Poured concrete retaining wall vs concrete block wall in NB — which is better?
Poured concrete retaining wall vs concrete block wall in NB — which is better?
For walls over 3 feet high in New Brunswick, poured concrete is generally the stronger and more durable choice — but concrete block (CMU) walls are a cost-effective, practical alternative when properly reinforced and footed below the frost line. For walls under 3 feet, the difference in performance is minimal and budget or aesthetic preference should drive the decision.
Poured concrete walls are monolithic — there are no joints, seams, or mortar lines for frost and water to exploit. A properly formed and poured concrete retaining wall with rebar and a below-frost-line footing will handle NB's 4-5 foot frost depth, the lateral pressure from saturated spring soil, and 150+ annual freeze-thaw cycles better than virtually any other material. Poured walls are the preferred choice for walls over 4 feet, walls near structures or property lines, and walls retaining heavy clay soils common in the Fredericton and Saint John River valley areas. The disadvantage is cost and complexity — poured walls require forming, which takes time and skill, and large pours require a concrete pump and an experienced crew. Budget $25-$50 per linear foot per foot of height.
Concrete block (CMU) walls — hollow-core concrete masonry units filled with grout and vertical rebar — are structurally competitive with poured walls when properly built. The blocks are faster to work with than forms, can be laid by a smaller crew, and adapt more easily to irregular terrain. For walls in the 3-5 foot range on residential properties in Moncton, Dieppe, Riverview, and Saint John, a CMU wall with a proper footing and reinforcement is a legitimate, durable choice. The mortar joints and block interfaces are the potential weak points over decades of NB freeze-thaw cycles, but quality construction and a good waterproofing membrane on the retained side mitigate this risk. Budget $20-$40 per linear foot per foot of height.
The key factors favouring poured concrete:
- Wall height over 4 feet
- Clay-heavy or poorly draining soils
- Wall supporting a structure or heavy surcharge load
- Irregular or complex geometry where forming and pouring is actually simpler
- Coastal NB locations where salt air and moisture exposure are higher
The key factors favouring CMU:
- Walls in the 2-4 foot range
- Tight access where ready-mix trucks or pumps cannot easily reach
- Stepped or terraced designs with changing heights
- Budget constraints where CMU saves 15-25% over poured
Both options require the same commitment to frost-depth footings, drainage stone and weeping tile on the retained side, and proper waterproofing on the back face of the wall. Skimping on any of these elements will cause either wall type to fail eventually in NB conditions.
Browse retaining wall contractors serving communities across New Brunswick through the New Brunswick Construction Network directory at newbrunswickconstructionnetwork.com.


- Task goal
Check each line below for the word "World", and copy those that have it.

START Dataset entries

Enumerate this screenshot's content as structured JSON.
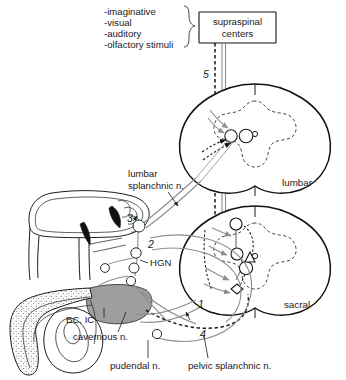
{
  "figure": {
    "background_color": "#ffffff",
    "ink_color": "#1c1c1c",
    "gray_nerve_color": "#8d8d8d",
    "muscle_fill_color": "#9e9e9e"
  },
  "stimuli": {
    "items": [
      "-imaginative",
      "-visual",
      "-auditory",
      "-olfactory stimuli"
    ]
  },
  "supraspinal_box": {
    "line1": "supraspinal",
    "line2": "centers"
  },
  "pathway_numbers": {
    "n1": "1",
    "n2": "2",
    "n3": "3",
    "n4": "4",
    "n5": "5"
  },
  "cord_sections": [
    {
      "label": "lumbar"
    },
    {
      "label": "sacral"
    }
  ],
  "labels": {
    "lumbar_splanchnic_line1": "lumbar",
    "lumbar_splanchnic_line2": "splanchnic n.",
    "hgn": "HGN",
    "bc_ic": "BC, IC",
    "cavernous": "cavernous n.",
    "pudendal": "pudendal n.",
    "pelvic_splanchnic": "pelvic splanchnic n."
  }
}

END Dataset entries
START Dataset entries

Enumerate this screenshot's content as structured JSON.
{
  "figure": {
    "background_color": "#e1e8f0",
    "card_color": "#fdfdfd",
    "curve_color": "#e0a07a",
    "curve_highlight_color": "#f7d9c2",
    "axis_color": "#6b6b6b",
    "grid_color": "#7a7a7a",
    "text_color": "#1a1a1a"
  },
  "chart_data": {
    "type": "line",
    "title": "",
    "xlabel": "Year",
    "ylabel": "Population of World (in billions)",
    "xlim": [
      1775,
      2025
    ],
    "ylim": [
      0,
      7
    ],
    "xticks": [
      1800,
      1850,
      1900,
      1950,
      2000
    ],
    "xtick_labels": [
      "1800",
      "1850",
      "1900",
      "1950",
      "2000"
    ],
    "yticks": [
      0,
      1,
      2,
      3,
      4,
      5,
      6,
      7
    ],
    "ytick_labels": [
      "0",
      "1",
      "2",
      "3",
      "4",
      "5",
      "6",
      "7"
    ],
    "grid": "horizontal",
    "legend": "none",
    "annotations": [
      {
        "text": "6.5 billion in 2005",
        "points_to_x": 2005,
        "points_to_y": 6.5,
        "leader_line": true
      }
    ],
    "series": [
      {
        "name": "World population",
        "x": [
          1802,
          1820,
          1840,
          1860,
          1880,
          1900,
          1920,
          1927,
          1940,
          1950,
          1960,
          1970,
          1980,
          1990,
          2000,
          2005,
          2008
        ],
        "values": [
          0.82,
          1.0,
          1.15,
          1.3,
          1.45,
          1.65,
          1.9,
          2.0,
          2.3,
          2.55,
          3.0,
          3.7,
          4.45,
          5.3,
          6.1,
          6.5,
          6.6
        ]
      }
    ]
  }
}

END Dataset entries

- Answer section
    "ylabel": "Population of World (in billions)",
        "name": "World population",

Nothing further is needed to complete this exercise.